For most of its history, the station operated as WMAL; on July 1, 2019, its talk programming was moved exclusively to co-owned WMAL-FM at 105.9 MHz, which had simulcast with 630 am since 2011.
WSBN has two local hosts on weekdays, Andy Pollin in late mornings and Bram Weinstein in afternoon drive time.
It announced on March 24, 2021, that it joined the Baltimore Orioles Radio Network as an affiliate station beginning with the upcoming season.
[6] The new high-power WMAL went on the air from studios at 710-712 11th Street NW on October 2, 1926, with former WCAP announcer William T. Pierson as director and with a policy of encouraging young broadcasting talent in hopes of creating "a people's forum".
While still owned by the Leese family, WMAL was eventually leased to the National Broadcasting Company in 1934, joining it with owned-and-operated station WRC.
In the late months of 1937, the lease to NBC was terminated, with station operation reverting to the Leese Family interests.
Leese Radio Corporation was acquired by publishers of the now-defunct Washington Evening Star newspaper, a family-owned concern headed by board chairman and president Samuel H. Kauffman.
The station then reverted to the direct control of the Evening Star Broadcasting Company, of which K. H. Berkeley was executive vice president.
Also in 1954, John W. Thompson Jr. replaced S. H. Kauffman as president of Evening Star Broadcasting Co. Andrew Martin Ockershausen was appointed station manager of WMAL in 1960.
In 1965 Houwink was named vice president of Evening Star Broadcasting and Ockershausen was elevated to general manager of WMAL.
In early January 1976, the Evening Star Broadcasting Company's WMAL, WMAL-FM and WMAL-TV and majority control of the ailing newspaper were acquired from the Kauffman, Noyes and Adams families by publisher Joseph L. Albritton’s Perpetual Corporation and Albritton became board chairman and chief owner of WMAL's license.
On January 21, 1976, WMAL's licensee name was changed to Washington Star Communications of Delaware, Inc. Richard S. Stakes became station president, but resigned in December 1976.

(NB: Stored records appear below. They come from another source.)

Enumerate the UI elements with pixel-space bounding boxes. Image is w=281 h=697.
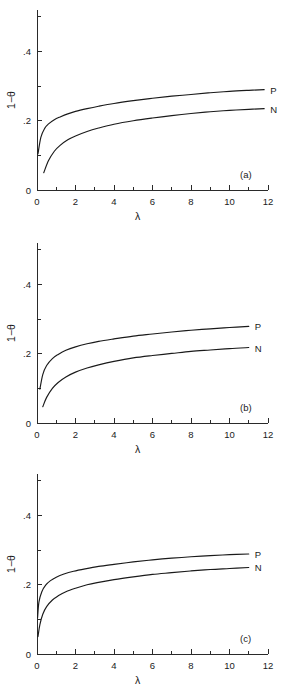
figure-container: 0246810120.2.4PN1−θλ(a)0246810120.2.4PN1…: [0, 0, 281, 697]
x-tick-label: 2: [73, 196, 78, 207]
x-tick-label: 0: [34, 660, 39, 671]
y-tick-label: 0: [26, 418, 31, 429]
y-tick-label: .2: [23, 348, 31, 359]
curve-label-p: P: [270, 85, 276, 96]
x-tick-label: 12: [263, 196, 274, 207]
curve-label-n: N: [255, 343, 262, 354]
x-tick-label: 6: [150, 196, 155, 207]
y-axis-title: 1−θ: [5, 555, 17, 573]
x-tick-label: 2: [73, 429, 78, 440]
curve-n: [38, 567, 249, 636]
x-tick-label: 12: [263, 429, 274, 440]
x-axis-title: λ: [135, 210, 141, 222]
panel-label: (c): [240, 633, 251, 644]
x-tick-label: 10: [224, 660, 235, 671]
x-tick-label: 4: [111, 660, 116, 671]
x-tick-label: 6: [150, 429, 155, 440]
y-axis-title: 1−θ: [5, 91, 17, 109]
curve-n: [44, 109, 264, 173]
x-axis-title: λ: [135, 674, 141, 686]
y-tick-label: .4: [23, 46, 31, 57]
plot-panel-b: 0246810120.2.4PN1−θλ(b): [0, 233, 281, 465]
panel-label: (b): [240, 402, 252, 413]
plot-svg: 0246810120.2.4PN1−θλ(a): [0, 0, 281, 232]
x-tick-label: 4: [111, 429, 116, 440]
y-axis-title: 1−θ: [5, 324, 17, 342]
x-tick-label: 0: [34, 429, 39, 440]
x-tick-label: 8: [188, 196, 193, 207]
y-tick-label: .2: [23, 115, 31, 126]
plot-panel-a: 0246810120.2.4PN1−θλ(a): [0, 0, 281, 232]
curve-label-p: P: [255, 549, 261, 560]
y-tick-label: 0: [26, 649, 31, 660]
plot-axes: [37, 10, 268, 190]
curve-label-p: P: [255, 321, 261, 332]
x-tick-label: 4: [111, 196, 116, 207]
plot-panel-c: 0246810120.2.4PN1−θλ(c): [0, 464, 281, 696]
plot-svg: 0246810120.2.4PN1−θλ(c): [0, 464, 281, 696]
curve-p: [40, 326, 249, 389]
curve-label-n: N: [270, 104, 277, 115]
y-tick-label: .4: [23, 510, 31, 521]
x-tick-label: 10: [224, 196, 235, 207]
x-tick-label: 8: [188, 660, 193, 671]
plot-axes: [37, 243, 268, 423]
y-tick-label: 0: [26, 185, 31, 196]
x-tick-label: 8: [188, 429, 193, 440]
y-tick-label: .2: [23, 579, 31, 590]
x-tick-label: 0: [34, 196, 39, 207]
plot-svg: 0246810120.2.4PN1−θλ(b): [0, 233, 281, 465]
x-axis-title: λ: [135, 443, 141, 455]
x-tick-label: 12: [263, 660, 274, 671]
plot-axes: [37, 474, 268, 654]
panel-label: (a): [240, 169, 252, 180]
x-tick-label: 6: [150, 660, 155, 671]
curve-n: [43, 348, 249, 407]
curve-p: [38, 90, 264, 154]
x-tick-label: 10: [224, 429, 235, 440]
curve-p: [38, 554, 249, 618]
x-tick-label: 2: [73, 660, 78, 671]
y-tick-label: .4: [23, 279, 31, 290]
curve-label-n: N: [255, 562, 262, 573]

In March 1977, WMAL and WMAL-FM were spun off to ABC Radio, while the TV station was retained and became WJLA-TV, named after Albritton's initials.
In August 2005, host Michael Graham was fired after refusing to apologize for calling the Council on American-Islamic Relations (CAIR) a "terrorist organization."
By late 2009, WMAL's morning-drive through midnight weekday format was uninterrupted conservative talk, with a lineup of Fred Grandy and Andy Parks, Chris Plante, Rush Limbaugh, Sean Hannity, Mark Levin, Joe Scarborough, and Curtis Sliwa.
Weekends include gardening host Jos Roozen, investing adviser Ric Edelman and lawyer Michael Collins.
In 2015, Cumulus announced that it was planning to sell the station's 75 acre (30 hectare) Bethesda, Maryland transmitter site, in use since 1941, so it could be redeveloped for high-end housing.
[17] Transmissions from Bethesda ceased on the afternoon of May 1, 2018, with operations switched to the replacement facility at Germantown, Maryland, northwest of the original site and now diplexed with an existing station, WSPZ (later WWRC).
The station also kept a local following for a time by broadcasting sports games featuring the Washington Redskins and University of Maryland, College Park Terrapins.
The station aired a radio talk show on November 26, 2006, to gauge his audience's reaction to saying that "force should be applied to ensure that all Muslims in America wear identifying markers...."[28][29] The hoax was revealed at the end of the program.